A redheaded adventurer named Trygarn Pelham Lyster “Barney” Mulvany is credited with founding the settlement we now know as Burns Lake, but people were living here long before he arrived.

Although archaeological evidence indicates that Indigenous people have inhabited this area for millennia, an American from Wisconsin was one of the first visitors to mention them in a written account. Hamlin Garland, a successful novelist and travel writer, encountered people here on his way back from the Klondike in 1898.

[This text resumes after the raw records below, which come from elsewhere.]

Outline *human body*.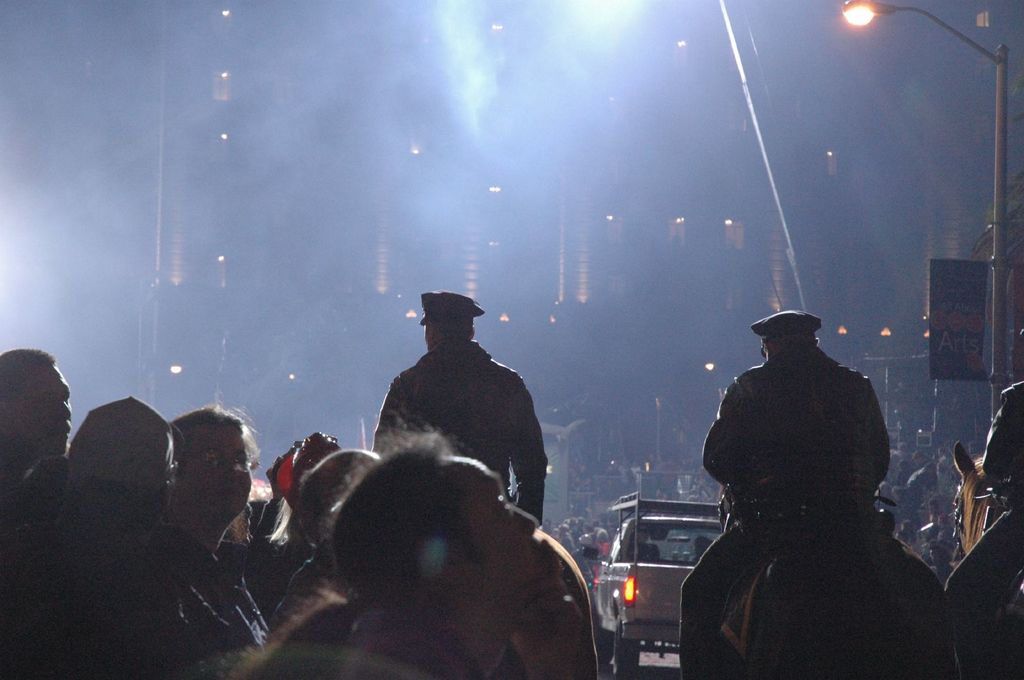
Outline: bbox=[169, 402, 266, 660].
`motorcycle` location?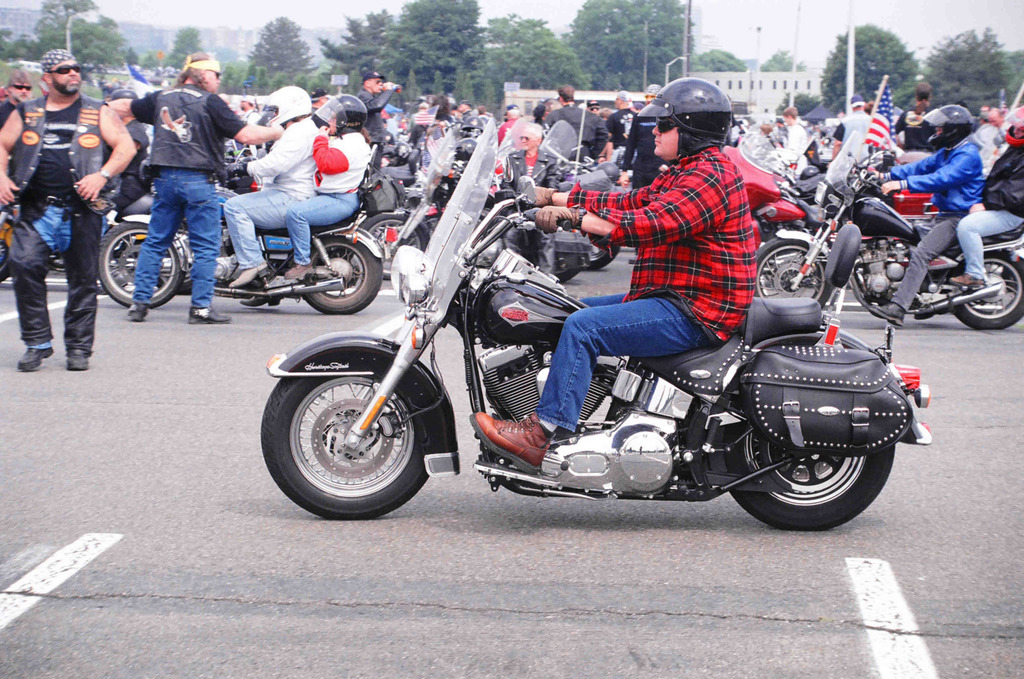
bbox=(757, 157, 1023, 330)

“On Burns Lake, we came suddenly upon a settlement of quite sizable Indian houses with beautiful pasturage about,” Garland wrote in his book Trail of the Goldseekers. “The village contained twenty-five or thirty families of Carrier Indians, and was musical with the plaintive boat-songs of the young people. How long these native races have lived here, no one can tell, but their mark on the land is almost imperceptible. They are not of those who mar the landscape.”

At least three Witsuwit’en families—Burns Lake Tom (C’idimsggin’is), Alec Michell, and Plasaway Michell, along with their wives and children—were living on the shore of Tselh K’iz Bin (Burns Lake) when Mulvany and his dog team first camped here in 1906. They hunted, trapped, and fished throughout the region, and used fire to clear trees and brush from sections of land. This practice of “prescribed burning” was common, and helped improve berry production.

The activities of this area’s first inhabitants may have played an indirect role in naming the community that grew up next to their settlement. Mulvany and others state that the first Euro-Canadians to pass through this area in the mid-1800s named the long, narrow body of water at the bottom of the valley “Burnt Lake” because “a tremendous grass fire had blackened the whole country from the east end of what is now Burns Lake to the westerly end of the present Decker Lake.” It’s a fanciful notion, but likely an incorrect one; the lake’s name is spelled “Byrnes” on a map drawn by cartographer John Clayton White in 1866, suggesting it was named for Michael Byrnes, a scout employed by the Collins Overland Telegraph (Decker Lake derives its name from Stephen Decker, a construction foreman for the same company).

Ironically, another telegraph employee provided some of the first photographs of this area’s Indigenous people. William Gow, an operator for the Yukon Telegraph who arrived here in approximately 1911, brought a camera with him. He used it to document this area’s people and events, and thanks to him, we have a glimpse into the lives of Burns Lake’s earliest inhabitants.

In celebration of Burns Lake turning 100 years old, the centennial committee will be writing a monthly column looking back on the history of Burns Lake. The centennial celebration will be Aug. 17–20.